There are signs that low-elevation snow, which is most sensitive to warming because it is close to the melting point, may be declining even as higher-elevation snow increases, Albright said.
One explanation is that increasing precipitation piles more snow up high, but falls as rain down lower. Some researchers project that global warming will shower the Northwest with more precipitation as storms bring more moisture off the ocean.
Long-term shift
But Mote also said natural shifts make trends hard to see over a period of only a few decades. He has examined trends over much longer periods and found clear declines in snowpack. Mote's work has been published in peer-reviewed science journals, while Albright's has not.

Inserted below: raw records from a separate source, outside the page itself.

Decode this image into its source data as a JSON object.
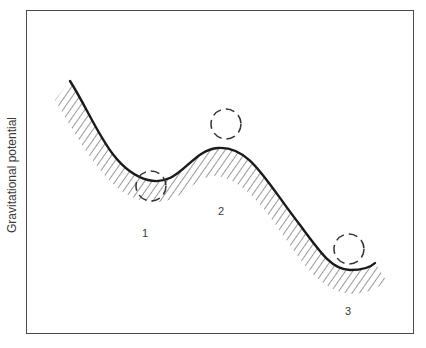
{
  "diagram": {
    "title": "",
    "y_axis_label": "Gravitational potential",
    "colors": {
      "frame": "#4a4a4a",
      "curve": "#1a1a1a",
      "hatch": "#444444",
      "ball_outline": "#333333",
      "text": "#3a3a3a"
    },
    "curve": {
      "description": "Potential energy landscape with a shallow well, a hill, and a deeper well",
      "stroke_width": 2.4
    },
    "balls": [
      {
        "id": "ball-1",
        "position": "resting in shallow well (metastable)",
        "cx": 151,
        "cy": 186,
        "r": 15
      },
      {
        "id": "ball-2",
        "position": "balanced on hilltop (unstable)",
        "cx": 226,
        "cy": 124,
        "r": 15
      },
      {
        "id": "ball-3",
        "position": "resting in deep well (stable)",
        "cx": 349,
        "cy": 249,
        "r": 15
      }
    ],
    "state_labels": [
      {
        "text": "1",
        "x": 145,
        "y": 233
      },
      {
        "text": "2",
        "x": 221,
        "y": 211
      },
      {
        "text": "3",
        "x": 348,
        "y": 311
      }
    ]
  }
}
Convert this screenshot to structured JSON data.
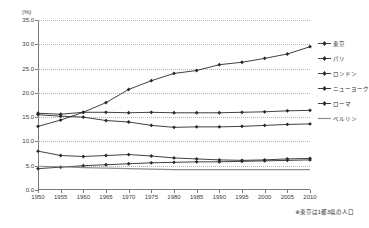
{
  "chart_data": {
    "type": "line",
    "title": "",
    "subtitle": "",
    "xlabel": "",
    "ylabel": "(%)",
    "unit_label": "(%)",
    "grid": true,
    "legend_position": "right",
    "xlim": [
      1950,
      2010
    ],
    "ylim": [
      0.0,
      35.0
    ],
    "ytick_labels": [
      "0.0",
      "5.0",
      "10.0",
      "15.0",
      "20.0",
      "25.0",
      "30.0",
      "35.0"
    ],
    "ytick_values": [
      0.0,
      5.0,
      10.0,
      15.0,
      20.0,
      25.0,
      30.0,
      35.0
    ],
    "categories": [
      1950,
      1955,
      1960,
      1965,
      1970,
      1975,
      1980,
      1985,
      1990,
      1995,
      2000,
      2005,
      2010
    ],
    "xtick_labels": [
      "1950",
      "1955",
      "1960",
      "1965",
      "1970",
      "1975",
      "1980",
      "1985",
      "1990",
      "1995",
      "2000",
      "2005",
      "2010"
    ],
    "series": [
      {
        "name": "東京",
        "marker": "diamond",
        "color": "#2b2b2b",
        "values": [
          13.1,
          14.4,
          16.0,
          18.0,
          20.7,
          22.5,
          24.0,
          24.6,
          25.8,
          26.3,
          27.1,
          28.0,
          29.5
        ]
      },
      {
        "name": "パリ",
        "marker": "diamond",
        "color": "#2b2b2b",
        "values": [
          15.8,
          15.6,
          16.0,
          16.0,
          15.9,
          16.0,
          15.9,
          15.9,
          15.9,
          16.0,
          16.1,
          16.3,
          16.4
        ]
      },
      {
        "name": "ロンドン",
        "marker": "diamond",
        "color": "#2b2b2b",
        "values": [
          8.0,
          7.1,
          6.9,
          7.1,
          7.3,
          7.0,
          6.6,
          6.4,
          6.2,
          6.1,
          6.2,
          6.4,
          6.5
        ]
      },
      {
        "name": "ニューヨーク",
        "marker": "diamond",
        "color": "#2b2b2b",
        "values": [
          15.5,
          15.2,
          15.0,
          14.3,
          14.0,
          13.3,
          12.9,
          13.0,
          13.0,
          13.1,
          13.3,
          13.5,
          13.6
        ]
      },
      {
        "name": "ローマ",
        "marker": "diamond",
        "color": "#2b2b2b",
        "values": [
          4.4,
          4.7,
          5.0,
          5.2,
          5.4,
          5.6,
          5.7,
          5.8,
          5.8,
          5.9,
          6.0,
          6.1,
          6.2
        ]
      },
      {
        "name": "ベルリン",
        "marker": "line",
        "color": "#8c8c8c",
        "values": [
          4.9,
          4.8,
          4.6,
          4.5,
          4.4,
          4.3,
          4.2,
          4.2,
          4.2,
          4.2,
          4.2,
          4.2,
          4.2
        ]
      }
    ],
    "annotation": "※東京は1都3県の人口"
  },
  "footnote": "※東京は1都3県の人口",
  "legend": {
    "items": [
      {
        "label": "東京"
      },
      {
        "label": "パリ"
      },
      {
        "label": "ロンドン"
      },
      {
        "label": "ニューヨーク"
      },
      {
        "label": "ローマ"
      },
      {
        "label": "ベルリン"
      }
    ]
  }
}
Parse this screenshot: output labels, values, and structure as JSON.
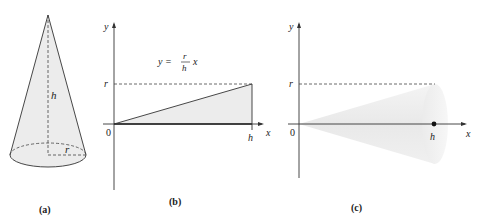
{
  "panels": {
    "a": {
      "caption": "(a)",
      "height_label": "h",
      "radius_label": "r"
    },
    "b": {
      "caption": "(b)",
      "y_axis_label": "y",
      "x_axis_label": "x",
      "origin_label": "0",
      "r_tick_label": "r",
      "h_tick_label": "h",
      "equation": {
        "lhs": "y =",
        "numerator": "r",
        "denominator": "h",
        "var": "x"
      }
    },
    "c": {
      "caption": "(c)",
      "y_axis_label": "y",
      "x_axis_label": "x",
      "origin_label": "0",
      "r_tick_label": "r",
      "h_tick_label": "h"
    }
  },
  "colors": {
    "fill": "#ececec",
    "stroke": "#333333",
    "dash": "#444444"
  }
}
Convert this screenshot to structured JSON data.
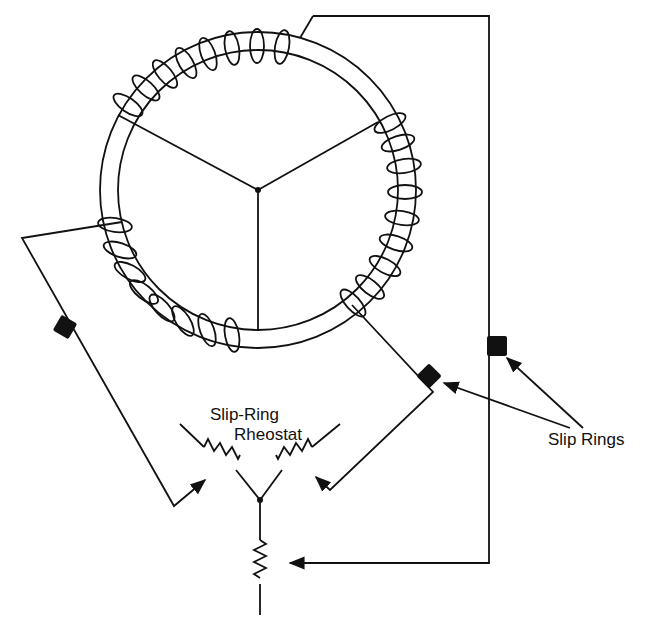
{
  "diagram": {
    "labels": {
      "rheostat_line1": "Slip-Ring",
      "rheostat_line2": "Rheostat",
      "slip_rings": "Slip Rings"
    },
    "colors": {
      "line": "#111111",
      "background": "#ffffff"
    },
    "components": [
      {
        "id": "rotor-ring",
        "type": "toroidal winding ring"
      },
      {
        "id": "wye-center",
        "type": "junction"
      },
      {
        "id": "slip-ring-left",
        "type": "slip ring"
      },
      {
        "id": "slip-ring-middle",
        "type": "slip ring"
      },
      {
        "id": "slip-ring-right",
        "type": "slip ring"
      },
      {
        "id": "rheostat-left",
        "type": "variable resistor"
      },
      {
        "id": "rheostat-right",
        "type": "variable resistor"
      },
      {
        "id": "rheostat-bottom",
        "type": "variable resistor"
      }
    ]
  }
}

"You can have a large actual trend and you introduce a little natural variation and it becomes hard to see," Mote said. "We're talking about a global signal that is emerging regionally but is masked by natural variability."
He said the most dramatic declines are at low elevations -- including the basin where Seattle gets its water, which shows a drop of 50 percent in snowpack since 1950.
The National Water and Climate Center in Portland pitched into the debate with preliminary charts that show Oregon's snowpack declining sharply since 1950, in part because 1950 was a big snow year . The trend since the 1930s is not as sharp but still shows declines.
Even as scientists search for signs of the most important climate shift of our time, they are hampered by spotty records. Many of the longest-lived measuring stations are high in the mountains, where colder temperatures buffer snow against warming -- so they may not show as much evidence of climate change.
Also, the few stations in the early days may not reflect what's happening across the entire Cascades as well as today's modern network.
"That's kind of the crux," said Tom Pagano, a hydrologist with the Natural Resources Conservation Service, a federal agency. "It's not very good, but it's all you've got."
While Mass, the UW professor, doubts global warming has left its imprint in the Northwest snowpack so far, he does not doubt that it will.
"I'm a complete believer that eventually it's going to be huge," he said. "All I'm saying is, we've got to be careful about saying global warming has done this and that, until we really know."